Despite advances in mining technology, mountain ranges prove notoriously difficult environments in the hunt for valuable minerals. Now a new three-dimensional mapping method is uncovering untold riches.
Though technology has taken much of the guesswork out of mining, mountain ranges are still notoriously difficult environments in which to hunt for valuable minerals. Various methods used to draw a picture of the underground environment, including the measurement of gravitational and magnetic fields, are easily thrown off by factors such as changes in topography height, surrounding temperature, and barometric pressure.
Lev Eppelbaum of Tel Aviv University's Department of Geophysics and Planetary Sciences has developed a new method for processing and analysing complex environments in the face of these challenges. Combining new physical-mathematical approaches with their own advanced software -- which brings together all available analysis in the same three-dimensional image -- the researchers were able to overcome the difficulties posed by mountainous regions, successfully uncovering new mineral reserves.
Prof. Eppelbaum began working on his methodology with the late Prof. Boris Khesin of Ben Gurion University. Presented at the European Geosciences Conference in Vienna and in their book Geophysical Studies in the Caucasus, the method has already uncovered a previously unknown polymetallic reserve on the southern slope of the Caucasus, part of a vast mountain range between Europe and Asia that stretches from the Black to the Caspian Seas. The reserves include copper, zinc, lead, aluminium, and a mixture of gold and silver, Prof. Eppelbaum says.
In the hunt for underground metals or other resources like oil, gas, or water, geophysical fields such as gravity, magnetics, temperature, polarization, and electromagnetism play crucial roles. For example, the density of polymetallic ore -- which consists of more than one metal -- exceeds that of the surrounding rocks, creating a gravity anomaly. Although a 3D gravity analysis may then be used to decode these environmental cues, reserves do not reveal themselves that easily.
- After the environmental analysis, you must calculate the different types of background 'noise,' "Prof. Eppelbaum observes, such as the complexity of the topography, environmental characteristics, and more. Mountain ranges present particularly difficult terrain for this kind of calculation.
In order to circumvent these issues, Profs. Eppelbaum and Khesin improved current methods of geophysical analysis. They developed new mathematical approaches to process the information gathered from already-existing technology and from their own specially-designed software which allows the user to interpret all the information in a cohesive 3D image. "This 3D combined modelling software, which we programmed ourselves, enables scientists to see the buried targets more clearly," says Prof. Eppelbaum.
Prof. Eppelbaum believes they have discovered more than 500,000 tons of previously undiscovered polymetallic ore in the Caucasus mountainside in a single ore deposit. Other zones that could contain ore reserves have also been identified by the new methodology.
An expert in the Caucasus Mountains, Prof. Eppelbaum says that this technique can be applied to any region of the world, but most effectively in mountainous regions such as the Appalachian Mountains in the US and Canada or the Alps in Europe. Dr. Eppelbaum plans to develop collaborations with international geophysicists in an effort to discover new reserves around the world. "These reserves are very valuable resources for countries to discover," he says.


◆ Task requirements ◆
Your answer should repeat the entries in full, exactly as given, with no pictures.

[Extracted records Boundary: Start]

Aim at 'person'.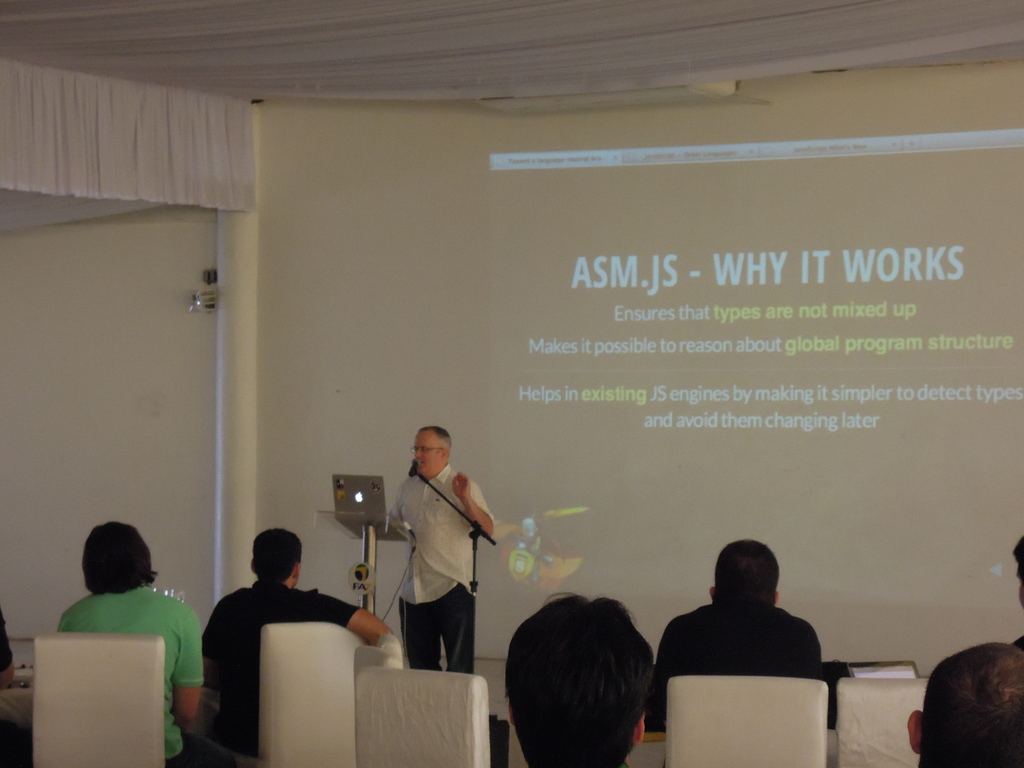
Aimed at 380, 426, 495, 679.
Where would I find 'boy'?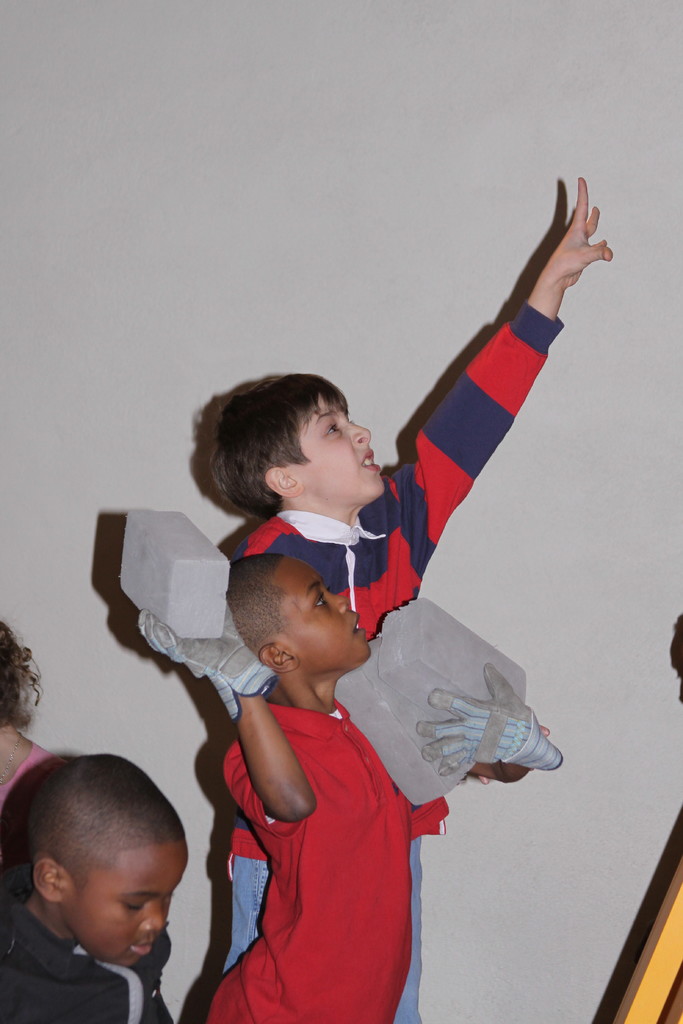
At [1,749,188,1023].
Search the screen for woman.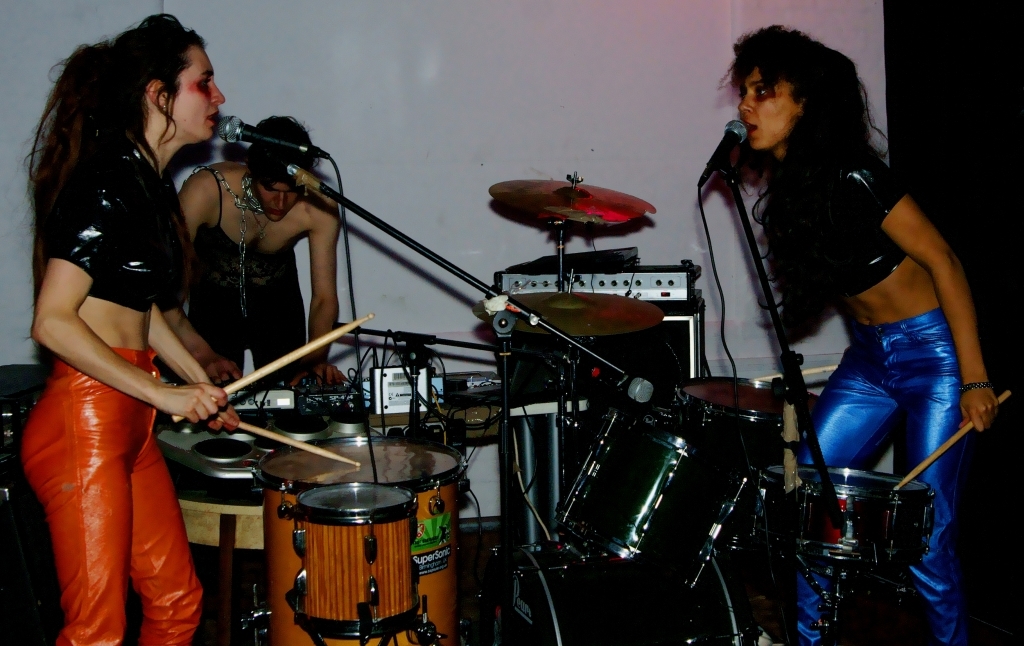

[Extracted records Boundary: End]

◆ Response for this exercise ◆
Aim at 'person'.
Aimed at 380, 426, 495, 679.
Where would I find 'boy'?
At [1,749,188,1023].
Search the screen for woman.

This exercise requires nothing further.